Darryl Ohrt calls this new Nike spot epic, but we think it's more -- an explanation of how individual memes have taken over pop culture.
A meme (pronounced to rhyme with "gene") is a cultural idea or practice that, once seeded, can spread until almost everyone has adopted it. The Nike soccer players flash through victories and defeats, each result cascading into a future of fortune or disaster. In reality, memes can last a long time -- blue jeans, leather jackets, women's stockings and men's short haircuts have been around for more than 50 years. The word "cool" to represent, well, cool is a meme that stuck. God, religion, political views and superstitions are foundational memes. Other cultural units have fleeting lifespans -- pop music, women's dress lengths, goatees, the use of the word "curate" to denote managing something in advertising, the "#" hashtag symbol everyone used a year ago on Twitter that now appears to be waning. We wonder if the hipster-khaki look will ever take off. And just as each soccer player's fortunes in this Nike spot are cut short by the subsequent action of another, new memes tend to push prior ideas off the cultural table.
Mutations and marketers
British scientist Richard Dawkins thought up the idea, stating memes are cultural expressions that, like genes, mutate and spread. All you need is variation (a new idea), propagation (the ability to create copies of the idea), and something called "differential fitness" (in which some ideas are better suited for an environment than another) and a meme can take off.
Advertisers are in the business of producing memes.
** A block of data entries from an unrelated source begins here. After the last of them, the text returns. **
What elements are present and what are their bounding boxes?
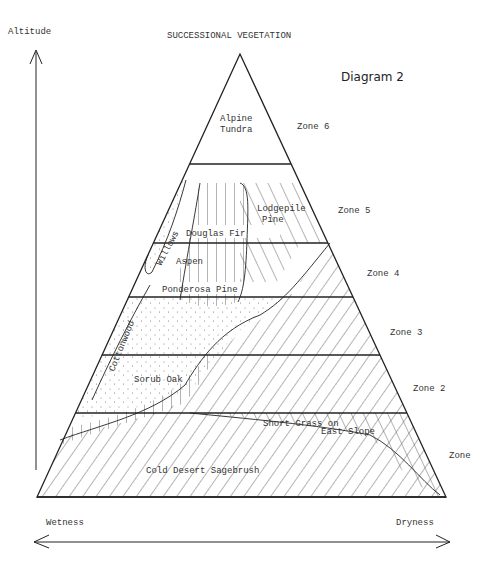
ponderosa-label: Ponderosa Pine xyxy=(162,285,238,295)
successional-vegetation-diagram: Altitude Wetness Dryness SUCCESSIONAL VE… xyxy=(0,0,494,580)
moisture-axis xyxy=(34,535,450,548)
tundra-label: Tundra xyxy=(220,125,253,135)
aspen-label: Aspen xyxy=(176,257,203,267)
zone-5-label: Zone 5 xyxy=(338,206,370,216)
pine-label: Pine xyxy=(262,215,284,225)
lodgepole-label: Lodgepile xyxy=(257,204,306,214)
wetness-label: Wetness xyxy=(46,518,84,528)
zone-1-label: Zone xyxy=(449,451,471,461)
zone-6-label: Zone 6 xyxy=(297,122,329,132)
sagebrush-label: Cold Desert Sagebrush xyxy=(146,466,259,476)
altitude-axis xyxy=(30,50,42,470)
zone-3-label: Zone 3 xyxy=(390,328,422,338)
alpine-label: Alpine xyxy=(220,114,252,124)
douglas-fir-label: Douglas Fir xyxy=(186,229,245,239)
zone-2-label: Zone 2 xyxy=(413,384,445,394)
dryness-label: Dryness xyxy=(396,518,434,528)
diagram-number-label: Diagram 2 xyxy=(341,70,404,84)
zone-4-label: Zone 4 xyxy=(367,269,399,279)
diagram-title: SUCCESSIONAL VEGETATION xyxy=(167,31,291,41)
east-slope-label: East Slope xyxy=(321,427,375,437)
altitude-label: Altitude xyxy=(8,27,51,37)
scrub-oak-label: Sorub Oak xyxy=(134,375,183,385)
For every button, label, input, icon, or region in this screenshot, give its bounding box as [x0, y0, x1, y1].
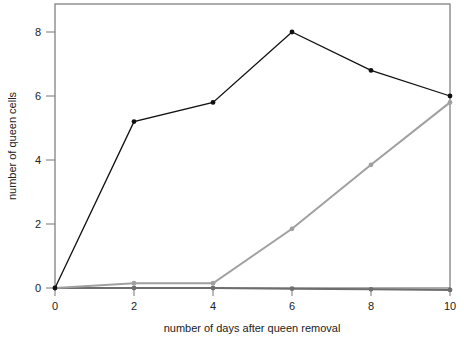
y-tick-label: 8	[35, 26, 41, 38]
x-tick-label: 2	[131, 300, 137, 312]
data-point	[211, 281, 216, 286]
data-point	[290, 226, 295, 231]
y-axis: 02468	[35, 26, 55, 294]
data-point	[369, 162, 374, 167]
data-point	[290, 30, 295, 35]
x-axis: 0246810	[52, 288, 456, 312]
data-point	[132, 281, 137, 286]
series-line	[55, 102, 450, 288]
series-line	[55, 32, 450, 288]
x-tick-label: 6	[289, 300, 295, 312]
data-point	[211, 100, 216, 105]
y-tick-label: 4	[35, 154, 41, 166]
data-point	[369, 287, 374, 292]
data-point	[290, 286, 295, 291]
x-tick-label: 8	[368, 300, 374, 312]
x-tick-label: 0	[52, 300, 58, 312]
x-tick-label: 10	[444, 300, 456, 312]
x-axis-title: number of days after queen removal	[164, 322, 341, 334]
data-point	[132, 286, 137, 291]
series-light-gray	[53, 100, 453, 290]
y-tick-label: 0	[35, 282, 41, 294]
data-point	[211, 286, 216, 291]
y-tick-label: 2	[35, 218, 41, 230]
series-black	[53, 30, 453, 291]
data-point	[132, 119, 137, 124]
line-chart: 02468 0246810 number of days after queen…	[0, 0, 464, 341]
data-point	[448, 100, 453, 105]
data-point	[53, 286, 58, 291]
data-point	[448, 288, 453, 293]
data-point	[369, 68, 374, 73]
data-point	[448, 94, 453, 99]
y-axis-title: number of queen cells	[6, 91, 18, 200]
y-tick-label: 6	[35, 90, 41, 102]
plot-frame	[55, 4, 450, 288]
series-group	[53, 30, 453, 293]
x-tick-label: 4	[210, 300, 216, 312]
series-dark-gray	[53, 286, 453, 293]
Crispin Porter + Bogusky, the darkly funky ad shop behind psychologically dissonant campaigns such as Burger King's "King," has a core strategy of always seeking buzz behind the paid communications -- the goal of a meme replicating in society. Every "viral" campaign is a meme gone successful, if only for a fleeting moment.
But now individuals are getting in on the game. Like the soccer players in the Nike spot above, your personal future seems to hinge on whether you can send the right message about yourself to your networked peers, and have that idea scale until they erect statues of you in a public square. Lady Gaga is the best current example, and say what you will of her pop hits, you probably want to be as famous. The challenge, of course, is that in a world of limited communication inventory, the rising supply of memes and the falling demand of consumers to absorb what other people say (since they are creating their own stories) mean the value of any message has fallen. The odds of winning the meme game are shrinking because the number of slots spinning on each cultural concept wheel has multiplied. The players on the field have grown too numerous. Still, go ahead, idea-makers: kick the meme ball.
Mediassociates is a media buying firm specializing in advertising planning and measurement. We bring a mathematician's focus to the fuzzy world of advertising. Contact us at Mediassociates.com.
1 comments:
Ugh... that's whay I hate graphic designers so much.